ROSANA

ROSANA is a system for resolving anaphors in natural language text. The acronym ROSANA stands for

robust syntax-based interpretation of anaphoric expressions

At current, the system handles occurrences of different types of pronouns (common pronouns, reflexives, and possessives), definite common noun phrases, and names. For narrowing down the set of antecedent candidates, the system employs restrictions of the following kinds:

  • morphosyntactic (agreement in person, number, and gender) / lexical,
  • syntactic (coindexing restrictions derived from Chomsky’s Government and Binding Theory),
  • discourse (cataphoric references confined to definite NP).

For selecting a candidate, a preference ranking is performed which employs the following criteria:

  • inertia of thematic or syntactic role,
  • hierarchy of syntactic functions / subject preference,
  • cataphor penalty,
  • recency.

As input, the system relies on descriptions of discourse referent occurrences (i.e. „referring“ linguistic expressions) which comprise the information that is necessary for the application of the above constraints and preferences (morphological features, lemma, role; pointer to the location in the syntax tree).

Since the system applies binding restrictions which work on phrase structure, a submodule (the surface structure tree constructor) is included which maps dependency trees to a phrase structure representation which exhibits the necessary structural diversity for binding constraint application.
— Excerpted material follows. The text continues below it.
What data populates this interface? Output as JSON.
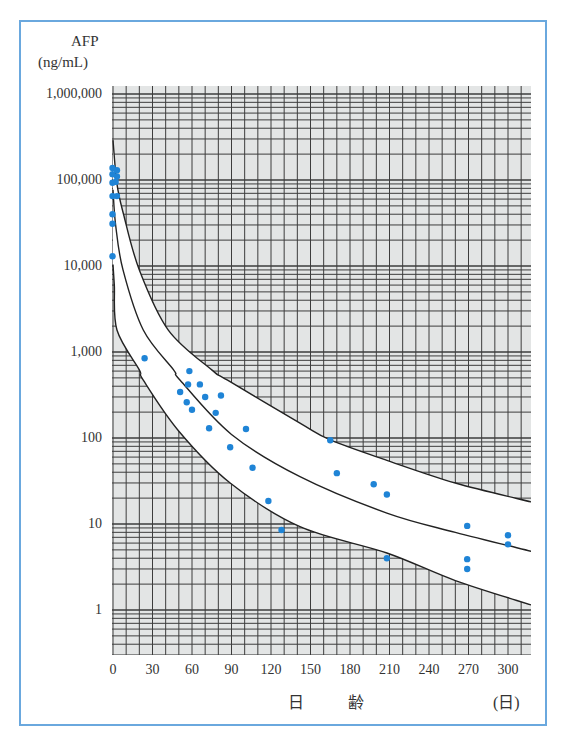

This enables ROSANA to work on dependency syntactic descriptions.

The implementation of the configurational coindexing restrictions emerging from Binding Theory embodies the heart of the system. An adequate implementation strategy is followed that is sensitive to decision interdependencies between individual antecedent decesions.In this way, a theory adequate implementation of the syntactic coindexing constraints is achieved which avoids the exponential time complexity of Chomsky´s original suggestion, the free indexing rule.

The central issue that is addressed by ROSANA is the robust processing of so-called fragmentary surface-syntactic descriptions, which are resulting because of limitations of the processing resources or due to deficient (i.e. ungrammatical or unorthographical) textual input. In particular, the techniques developed for ROSANA address the central problem of handling fragmentary syntax trees resulting from structural ambiguity (PP, relative clause, and adverbial clause attachment) during the verification of the binding theoretic constraints which, in their original statement, rely on the availability of a unique, complete phrase structure tree for each analyzed sentence.A specific rule base enables ROSANA to verify the syntactic coindexing restrictions non-heuristically even  in a large class of cases of non-trivial syntactic fragmentation.

Further robustness techniques are applied at various other stages of processing.

At present, ROSANA has been configured to work on the potentially fragmentary syntactic descriptions which are produced by Connexor Machinese Syntax and by its ancestor system, viz. Timo Järvinen´s and Pasi Tapanainen´s FDG (Functional Dependency Grammar) Parser for English. Since these parsers fulfil all conditions of robust text processing, the overall system falls in the small class of linguistic text analysis software suitable for the robust processing of application-relevant bulk data.